The first who thought of arming the Weft against the East, under the pretext of affifting the pilgrims, and refcuing the Holy Land, was Pope Gregory VII. that audacious monk, at once a fanatic and a knave, at once whimfical and dangerous, that enemy profeffed to kings, who established the chair of St Peter on the ruins of fubverted crowns. It appears from his letters, that he proposed to publifh a Crufade against the Turks; but this Crufade was neceffarily directed against the Chriftian empire of Conftantinople. It was impoffible to establish the Latin church in Afia but on the ruins of the Greek, its inveterate rival; and the Greek church could not be abolished but by taking Conftantinople.

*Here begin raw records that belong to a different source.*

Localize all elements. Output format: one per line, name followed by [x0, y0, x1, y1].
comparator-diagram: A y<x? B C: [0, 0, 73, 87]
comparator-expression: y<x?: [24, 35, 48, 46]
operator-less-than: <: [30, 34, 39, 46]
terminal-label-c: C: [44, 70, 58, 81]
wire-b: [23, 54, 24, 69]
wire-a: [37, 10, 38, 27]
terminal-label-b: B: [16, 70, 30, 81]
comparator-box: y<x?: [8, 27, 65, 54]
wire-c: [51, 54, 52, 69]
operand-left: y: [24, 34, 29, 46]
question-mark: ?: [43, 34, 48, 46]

Urban the Second had the fame defign; that Urban who promoted the perfecution begun by Gregory VII. against the great and unfortunate Henry IV. He it was who armed the fon against the father, and fanctified the crime; he, who a natural fubject of Philip 1. King of France, had the audacioufnefs to excommunicate his Sovereign even in France itself, where he preached the Crusade.

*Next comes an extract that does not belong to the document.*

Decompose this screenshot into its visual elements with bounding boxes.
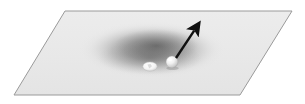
figure-container: Gravity well on a deformed plane with or… [0, 0, 305, 104]
gravity-well-figure: Gravity well on a deformed plane with or… [0, 0, 305, 104]
white-sphere-highlight [168, 58, 172, 61]
irregular-white-object [143, 62, 157, 71]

The defign of taking Conftantinople was fo thoroughly adopted, that Bishop Monteil, the Pope's legate, and a foldier, determined abfolutely to begin the expedition with the fiege of that capital, and to exterminate the Greek Chriftians before he engaged with the Turks. The Count Bohemondo, who was in the fecret, was of the fame opinion. Hugh, brother to the King of France, who had neither troops nor money, but who fupported this project in a high tone, had the indifcretion to pay a vifit to the Emperor Alexis Comnenius, who put him under arreft, but had afterwards the generofity to fet him at liberty. In a word, Godfrey, who was by no means the chief of the Crufeés, as is generally understood, attacked the fuburbs of the Imperial city col Senno e con la Mano, and this was his first exploit. But fortunately making peace with the Emperor, he obtained permiffion to go to Jerufalem, the way to which was opened for him by the Count de Thouloufe and the Prince of Tarentum, who had taken Antioch by furprize. In fhort, the reduction of the Greek empire was fo wholly the object of this Crufade, that the Crufeés carried it in 1204, and continued mafters of it 50 years.

Whether all this was just or otherwife, I refer to Grotius de Jure Belli & Pacis.

• The Popes then found themselves raised to that pitch of grandeur from which the Caliphs fell. Thefe Caliphs begun with carrying the fword and the cenfer The Popes, who began with the cenfer, foon availed themselves of the fwords of Princes. Had they perfonally attended in the field, they might poffibly, favoured by the fanaticifm of the times, have brought under their fubjection the empires of the Eaft and the Weft, and have treated their fovereigns as they treated Henry IV. Frederic Barbaroffa, and Frederic II. But they lay fill in Rome, and fought only with their bulls.

It is well known how the Greeks banished the Latins, and recovered their unfortunate empire. It is well known how the Muffulmen exterminated almost all the Crufeés in Afia Minor, and in Syria. Of the multitudes of these barbarous emigrants, there remained only a few orders of religious, who had made a vow to the God of peace to fhed human blood.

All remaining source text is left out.